What is animation?
First, the question of all questions: What is animation? Well, per the American Heritage Dictionary of the English Language, it means the following:
1. To give life to; fill with life
2. To impart interest or zest to; enliven
3. To fill with spirit, courage, or resolution; encourage
4. To inspire to action; prompt
5. To impart motion or activity to
6. To make, design, or produce (a cartoon, for example) so as to create the illusion of motion
While I could get philosophical with the first four definitions, what we are really talking about here are the fifth and sixth definitions. Animation means motion. I like to broaden that a bit and say that animation is change over time, specifically some type of visual change. Motion is basically the change in something’s position over time. One minute it is over here; the next minute it is over there. Theoretically, it was also in the space between those two points, but I won’t get metaphysical about it (not just yet anyway). It moved, and some time elapsed between the time it was at the first point and the time it was at the next one.
But an object doesn’t necessarily need to change its location in order to be considered animated. It could just be changing its shape. Remember those photo-morphing programs that were all the rage in
the late 1990s? You start with one picture of a girl and one picture of a tiger, and the program creates an animation between them. Or the object could be changing its size or orientation, such as a plant
growing or a top spinning. Or it could even simply be changing its color. If you’ve been around long enough, you might remember some of the earliest animations on home PCs consisted of just cycling colors. You make a picture of a waterfall with a bunch of shapes in various shades of blue. You then cycle the colors of those shapes. If done right, the result gives the impression of falling water even though, technically, nothing is moving at all.
What is animation?
First, the question of all questions: What is animation? Well, per the American Heritage Dictionary of the English Language, it means the following:
1. To give life to; fill with life
2. To impart interest or zest to; enliven
3. To fill with spirit, courage, or resolution; encourage
4. To inspire to action; prompt
5. To impart motion or activity to
6. To make, design, or produce (a cartoon, for example) so as to create the illusion of motion
While I could get philosophical with the first four definitions, what we are really talking about here are the fifth and sixth definitions. Animation means motion. I like to broaden that a bit and say that animation is change over time, specifically some type of visual change. Motion is basically the change in something’s position over time. One minute it is over here; the next minute it is over there. Theoretically, it was also in the space between those two points, but I won’t get metaphysical about it (not just yet anyway). It moved, and some time elapsed between the time it was at the first point and the time it was at the next one.
But an object doesn’t necessarily need to change its location in order to be considered animated. It could just be changing its shape. Remember those photo-morphing programs that were all the rage in
the late 1990s? You start with one picture of a girl and one picture of a tiger, and the program creates an animation between them. Or the object could be changing its size or orientation, such as a plant
growing or a top spinning. Or it could even simply be changing its color. If you’ve been around long enough, you might remember some of the earliest animations on home PCs consisted of just cycling colors. You make a picture of a waterfall with a bunch of shapes in various shades of blue. You then cycle the colors of those shapes. If done right, the result gives the impression of falling water even though, technically, nothing is moving at all.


• _Your objective_: Among the entries that follow, some lines contain the word "content". Show all of them.

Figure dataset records
=== Section Start ===

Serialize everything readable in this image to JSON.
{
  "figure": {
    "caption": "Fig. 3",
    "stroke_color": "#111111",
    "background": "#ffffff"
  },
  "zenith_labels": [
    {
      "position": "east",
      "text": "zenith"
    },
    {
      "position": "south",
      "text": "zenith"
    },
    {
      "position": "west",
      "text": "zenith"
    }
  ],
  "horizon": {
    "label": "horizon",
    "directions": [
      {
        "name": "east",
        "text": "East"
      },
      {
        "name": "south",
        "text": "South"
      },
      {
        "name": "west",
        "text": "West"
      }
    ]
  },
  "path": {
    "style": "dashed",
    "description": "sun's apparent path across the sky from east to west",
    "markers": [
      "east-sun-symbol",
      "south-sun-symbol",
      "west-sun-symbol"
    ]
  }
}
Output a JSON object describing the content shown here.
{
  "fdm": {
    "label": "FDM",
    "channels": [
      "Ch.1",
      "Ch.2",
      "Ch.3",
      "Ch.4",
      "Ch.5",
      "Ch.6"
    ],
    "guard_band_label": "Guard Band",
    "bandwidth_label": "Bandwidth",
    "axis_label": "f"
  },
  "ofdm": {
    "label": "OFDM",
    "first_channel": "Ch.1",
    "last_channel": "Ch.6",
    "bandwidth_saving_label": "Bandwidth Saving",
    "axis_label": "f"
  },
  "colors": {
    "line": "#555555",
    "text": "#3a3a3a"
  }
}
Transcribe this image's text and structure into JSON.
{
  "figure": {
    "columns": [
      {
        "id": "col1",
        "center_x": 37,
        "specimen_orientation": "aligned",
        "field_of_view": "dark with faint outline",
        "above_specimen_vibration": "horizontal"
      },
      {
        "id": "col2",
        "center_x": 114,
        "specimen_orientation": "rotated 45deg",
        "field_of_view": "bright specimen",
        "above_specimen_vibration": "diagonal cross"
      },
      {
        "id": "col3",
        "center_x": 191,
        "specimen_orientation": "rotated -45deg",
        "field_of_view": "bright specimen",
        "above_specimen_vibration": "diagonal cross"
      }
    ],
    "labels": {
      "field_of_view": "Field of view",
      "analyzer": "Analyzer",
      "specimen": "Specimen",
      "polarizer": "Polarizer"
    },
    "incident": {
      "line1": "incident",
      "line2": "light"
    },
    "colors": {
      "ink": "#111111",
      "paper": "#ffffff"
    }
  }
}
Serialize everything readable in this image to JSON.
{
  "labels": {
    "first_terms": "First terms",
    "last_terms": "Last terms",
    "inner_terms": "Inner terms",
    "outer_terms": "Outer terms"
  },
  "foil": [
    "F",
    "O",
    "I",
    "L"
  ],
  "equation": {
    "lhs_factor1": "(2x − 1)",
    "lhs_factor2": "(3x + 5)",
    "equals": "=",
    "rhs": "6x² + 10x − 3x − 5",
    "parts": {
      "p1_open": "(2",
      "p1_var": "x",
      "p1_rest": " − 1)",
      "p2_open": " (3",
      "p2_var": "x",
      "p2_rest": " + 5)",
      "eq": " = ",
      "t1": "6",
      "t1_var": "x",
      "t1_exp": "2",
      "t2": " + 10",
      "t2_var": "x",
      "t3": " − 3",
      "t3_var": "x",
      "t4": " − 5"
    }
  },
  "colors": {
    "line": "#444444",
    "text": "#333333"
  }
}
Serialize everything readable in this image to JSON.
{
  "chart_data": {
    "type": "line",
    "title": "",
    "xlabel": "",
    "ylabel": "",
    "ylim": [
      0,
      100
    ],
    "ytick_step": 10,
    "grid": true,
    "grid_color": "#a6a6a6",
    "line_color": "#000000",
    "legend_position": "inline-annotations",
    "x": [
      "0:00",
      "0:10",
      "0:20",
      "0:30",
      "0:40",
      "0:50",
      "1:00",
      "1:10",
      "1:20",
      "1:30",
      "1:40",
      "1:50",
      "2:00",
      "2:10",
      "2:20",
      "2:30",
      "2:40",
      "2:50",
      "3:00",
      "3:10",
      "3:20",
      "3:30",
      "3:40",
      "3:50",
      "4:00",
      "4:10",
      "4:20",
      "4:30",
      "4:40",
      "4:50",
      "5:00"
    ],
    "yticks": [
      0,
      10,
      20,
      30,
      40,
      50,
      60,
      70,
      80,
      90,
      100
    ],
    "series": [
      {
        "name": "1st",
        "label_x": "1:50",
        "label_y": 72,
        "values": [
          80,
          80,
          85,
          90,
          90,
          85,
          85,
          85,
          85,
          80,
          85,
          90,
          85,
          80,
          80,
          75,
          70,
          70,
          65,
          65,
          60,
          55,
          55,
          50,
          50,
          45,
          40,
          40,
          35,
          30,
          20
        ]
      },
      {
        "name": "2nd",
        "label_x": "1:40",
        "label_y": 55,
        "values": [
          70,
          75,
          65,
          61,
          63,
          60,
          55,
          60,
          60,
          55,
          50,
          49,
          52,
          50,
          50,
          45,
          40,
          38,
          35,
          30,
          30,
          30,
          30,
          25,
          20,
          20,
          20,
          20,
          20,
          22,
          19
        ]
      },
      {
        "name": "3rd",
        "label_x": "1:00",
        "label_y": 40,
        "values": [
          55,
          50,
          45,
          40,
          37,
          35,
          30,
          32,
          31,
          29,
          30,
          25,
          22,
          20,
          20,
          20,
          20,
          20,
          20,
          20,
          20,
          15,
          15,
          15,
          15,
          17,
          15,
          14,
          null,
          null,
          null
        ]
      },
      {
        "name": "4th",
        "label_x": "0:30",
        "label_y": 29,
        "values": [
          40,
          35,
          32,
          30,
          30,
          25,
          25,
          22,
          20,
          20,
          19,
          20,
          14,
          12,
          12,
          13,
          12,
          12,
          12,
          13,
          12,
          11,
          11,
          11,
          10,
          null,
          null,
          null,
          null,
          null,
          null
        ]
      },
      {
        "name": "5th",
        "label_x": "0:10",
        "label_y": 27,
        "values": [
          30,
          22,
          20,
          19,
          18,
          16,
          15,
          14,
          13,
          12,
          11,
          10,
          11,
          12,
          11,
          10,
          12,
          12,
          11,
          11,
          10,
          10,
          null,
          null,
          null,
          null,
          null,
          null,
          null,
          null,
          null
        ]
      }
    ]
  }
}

=== Section End ===
=== Section Start ===

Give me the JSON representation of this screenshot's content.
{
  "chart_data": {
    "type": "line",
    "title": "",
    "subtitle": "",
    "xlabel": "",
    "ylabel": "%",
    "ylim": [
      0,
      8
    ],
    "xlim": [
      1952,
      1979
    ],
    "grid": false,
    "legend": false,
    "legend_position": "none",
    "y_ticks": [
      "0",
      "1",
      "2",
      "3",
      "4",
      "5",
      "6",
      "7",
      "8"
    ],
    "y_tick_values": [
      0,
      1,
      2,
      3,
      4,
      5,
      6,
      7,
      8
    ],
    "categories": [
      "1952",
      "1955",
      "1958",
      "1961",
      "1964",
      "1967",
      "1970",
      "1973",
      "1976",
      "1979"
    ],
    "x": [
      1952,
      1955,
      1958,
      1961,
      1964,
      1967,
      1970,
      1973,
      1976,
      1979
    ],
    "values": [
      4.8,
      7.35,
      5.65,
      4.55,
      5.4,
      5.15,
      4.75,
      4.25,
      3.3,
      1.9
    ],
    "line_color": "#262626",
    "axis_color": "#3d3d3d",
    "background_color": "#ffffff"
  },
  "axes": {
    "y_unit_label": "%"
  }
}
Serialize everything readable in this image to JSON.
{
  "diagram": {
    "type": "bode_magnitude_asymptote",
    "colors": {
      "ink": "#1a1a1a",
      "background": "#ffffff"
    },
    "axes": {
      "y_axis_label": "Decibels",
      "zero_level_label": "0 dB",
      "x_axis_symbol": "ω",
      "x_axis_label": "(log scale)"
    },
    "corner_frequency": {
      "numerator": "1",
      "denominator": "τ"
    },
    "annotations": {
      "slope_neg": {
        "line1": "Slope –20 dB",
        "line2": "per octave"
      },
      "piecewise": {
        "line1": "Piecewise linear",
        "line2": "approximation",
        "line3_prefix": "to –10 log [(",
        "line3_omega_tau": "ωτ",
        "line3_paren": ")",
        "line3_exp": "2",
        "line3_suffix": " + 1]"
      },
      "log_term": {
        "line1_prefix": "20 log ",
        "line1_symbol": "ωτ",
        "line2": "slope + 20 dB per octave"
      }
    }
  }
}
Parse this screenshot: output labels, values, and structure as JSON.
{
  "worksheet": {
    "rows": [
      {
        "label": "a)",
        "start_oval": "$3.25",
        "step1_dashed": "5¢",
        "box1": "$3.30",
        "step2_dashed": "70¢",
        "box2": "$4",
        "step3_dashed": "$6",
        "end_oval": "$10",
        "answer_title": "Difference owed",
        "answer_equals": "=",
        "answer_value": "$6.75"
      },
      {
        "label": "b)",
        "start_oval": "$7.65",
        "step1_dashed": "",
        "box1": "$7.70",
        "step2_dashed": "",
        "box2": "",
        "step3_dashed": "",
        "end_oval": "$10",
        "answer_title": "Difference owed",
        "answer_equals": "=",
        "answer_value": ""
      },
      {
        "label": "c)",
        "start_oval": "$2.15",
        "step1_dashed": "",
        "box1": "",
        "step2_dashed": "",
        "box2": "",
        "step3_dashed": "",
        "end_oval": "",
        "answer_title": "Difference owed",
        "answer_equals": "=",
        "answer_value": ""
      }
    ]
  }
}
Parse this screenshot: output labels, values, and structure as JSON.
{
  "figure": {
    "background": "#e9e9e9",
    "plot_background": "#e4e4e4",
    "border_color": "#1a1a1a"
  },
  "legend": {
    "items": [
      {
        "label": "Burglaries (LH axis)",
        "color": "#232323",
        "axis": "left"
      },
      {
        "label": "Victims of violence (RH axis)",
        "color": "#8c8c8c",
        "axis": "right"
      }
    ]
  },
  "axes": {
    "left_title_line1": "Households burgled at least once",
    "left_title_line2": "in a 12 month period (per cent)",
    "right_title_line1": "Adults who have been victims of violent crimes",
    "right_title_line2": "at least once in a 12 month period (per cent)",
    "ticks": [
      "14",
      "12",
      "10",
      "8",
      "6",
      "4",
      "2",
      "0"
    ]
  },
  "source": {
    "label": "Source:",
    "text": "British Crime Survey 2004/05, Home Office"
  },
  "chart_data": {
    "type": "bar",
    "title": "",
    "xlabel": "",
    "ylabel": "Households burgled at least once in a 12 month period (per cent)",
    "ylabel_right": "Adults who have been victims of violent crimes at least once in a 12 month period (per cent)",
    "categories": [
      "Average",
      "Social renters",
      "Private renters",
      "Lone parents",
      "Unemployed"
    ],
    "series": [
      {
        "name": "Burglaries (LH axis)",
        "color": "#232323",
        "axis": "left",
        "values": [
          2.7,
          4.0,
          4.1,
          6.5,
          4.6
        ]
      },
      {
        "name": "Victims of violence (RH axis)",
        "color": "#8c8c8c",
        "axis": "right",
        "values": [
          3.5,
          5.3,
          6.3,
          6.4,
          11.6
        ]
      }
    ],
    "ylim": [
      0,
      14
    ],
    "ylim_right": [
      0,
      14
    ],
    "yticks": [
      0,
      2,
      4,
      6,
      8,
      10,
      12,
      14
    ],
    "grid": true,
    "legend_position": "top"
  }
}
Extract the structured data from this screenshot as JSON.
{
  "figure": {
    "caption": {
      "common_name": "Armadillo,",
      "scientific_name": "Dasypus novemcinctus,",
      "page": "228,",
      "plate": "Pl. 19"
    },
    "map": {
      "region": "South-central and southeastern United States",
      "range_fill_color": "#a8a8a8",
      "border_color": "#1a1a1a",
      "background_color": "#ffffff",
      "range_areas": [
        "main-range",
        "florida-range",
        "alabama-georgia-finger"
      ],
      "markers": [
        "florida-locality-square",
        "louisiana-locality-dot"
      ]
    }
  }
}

=== Section End ===

• _Solution to this task_:
Output a JSON object describing the content shown here.
Give me the JSON representation of this screenshot's content.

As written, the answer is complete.